> _ASSIGNMENT_:
Everything from the line holding "What do you" to the last line of the material below must be retyped exactly, minus any pictures.

> _RECORDS SUPPLIED_:
• • • • •
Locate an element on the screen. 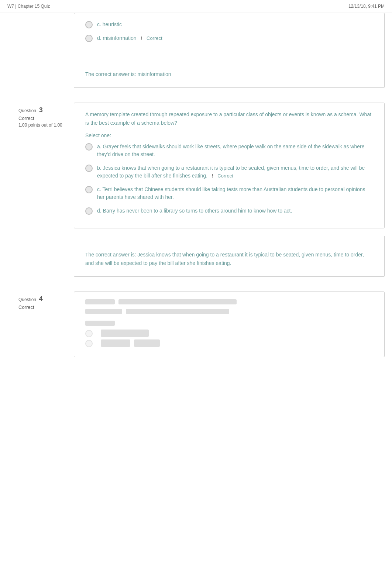 This screenshot has width=392, height=576. option-c-text: c. heuristic is located at coordinates (235, 24).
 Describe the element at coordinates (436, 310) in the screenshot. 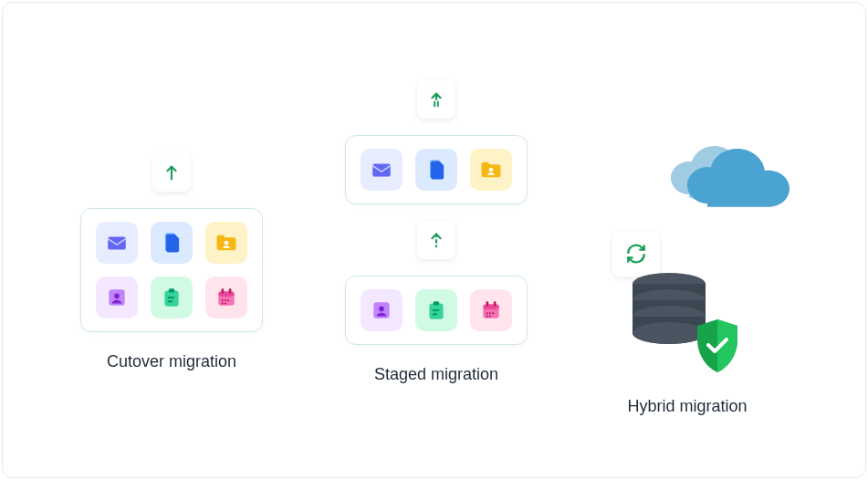

I see `staged-data-group-bottom` at that location.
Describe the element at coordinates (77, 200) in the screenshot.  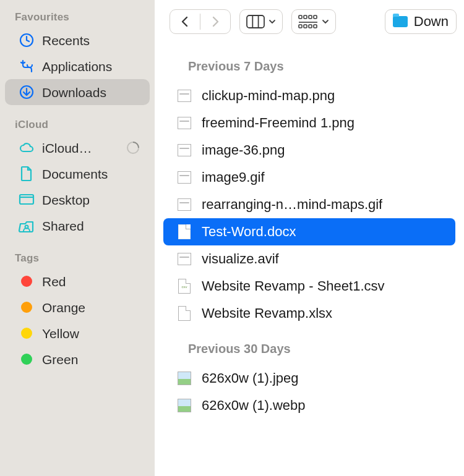
I see `sidebar-item-desktop: Desktop` at that location.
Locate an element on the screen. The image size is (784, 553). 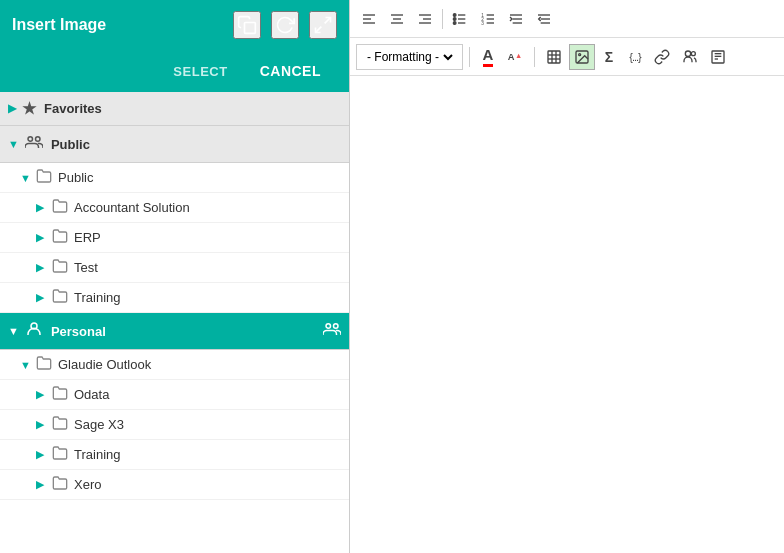
select-button: SELECT is located at coordinates (200, 72).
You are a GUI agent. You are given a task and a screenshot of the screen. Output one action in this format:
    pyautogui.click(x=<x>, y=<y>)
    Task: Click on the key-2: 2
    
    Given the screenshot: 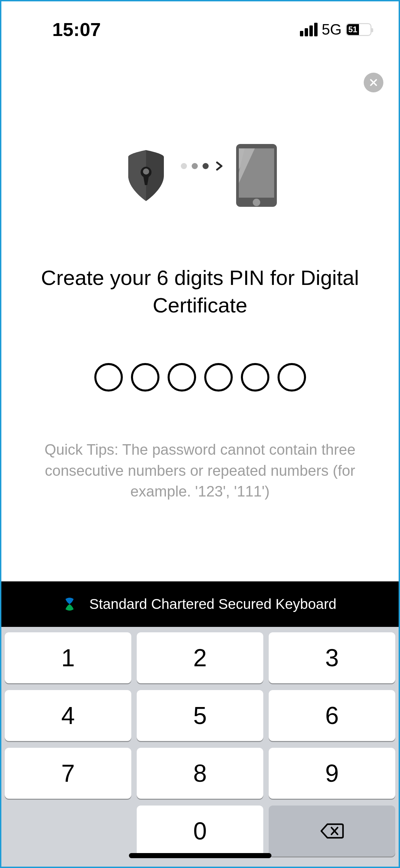 What is the action you would take?
    pyautogui.click(x=200, y=658)
    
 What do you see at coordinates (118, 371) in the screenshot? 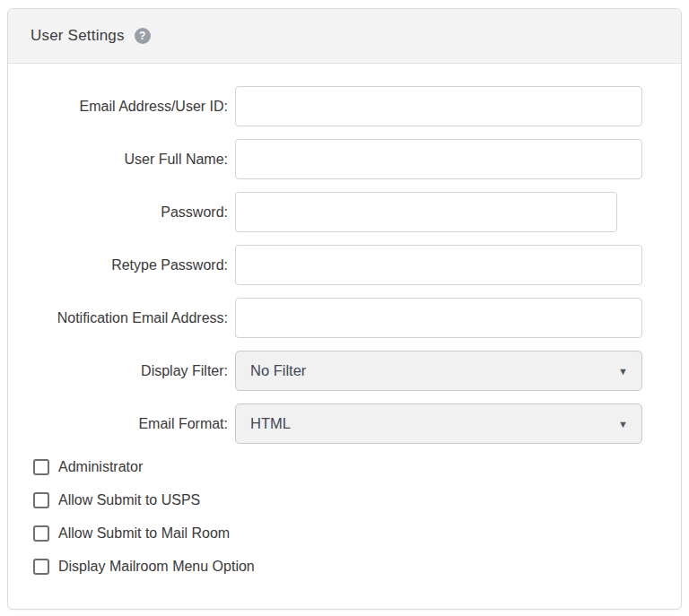
I see `display-filter-label: Display Filter:` at bounding box center [118, 371].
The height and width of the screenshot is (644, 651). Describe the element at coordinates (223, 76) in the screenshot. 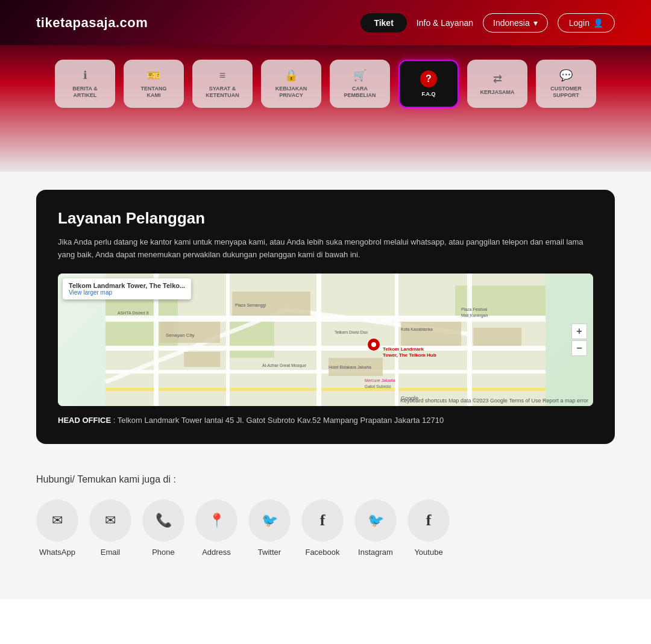

I see `list-icon: ≡` at that location.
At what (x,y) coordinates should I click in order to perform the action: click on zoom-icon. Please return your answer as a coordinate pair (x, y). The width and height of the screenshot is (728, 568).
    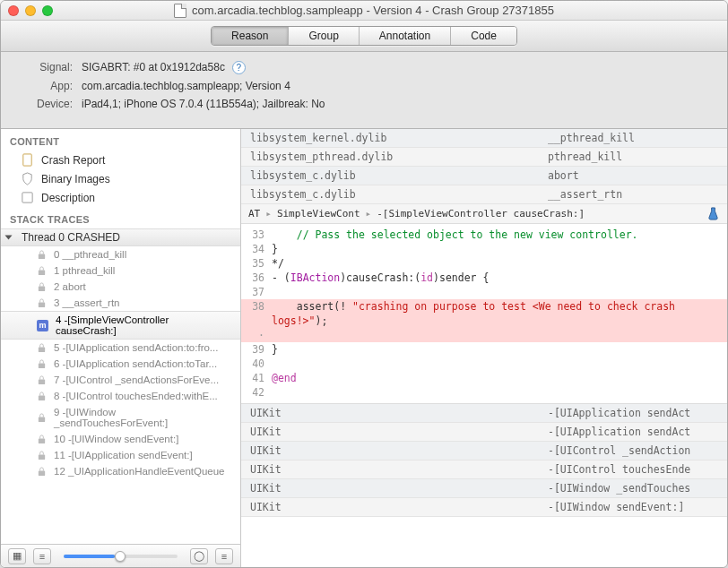
    Looking at the image, I should click on (48, 11).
• • • • •
> _ANSWER SPACE_:
 What do you see at coordinates (118, 371) in the screenshot? 
I see `display-filter-label: Display Filter:` at bounding box center [118, 371].
The height and width of the screenshot is (644, 651). Describe the element at coordinates (223, 76) in the screenshot. 

I see `list-icon: ≡` at that location.
At what (x,y) coordinates should I click in order to perform the action: click on zoom-icon. Please return your answer as a coordinate pair (x, y). The width and height of the screenshot is (728, 568).
    Looking at the image, I should click on (48, 11).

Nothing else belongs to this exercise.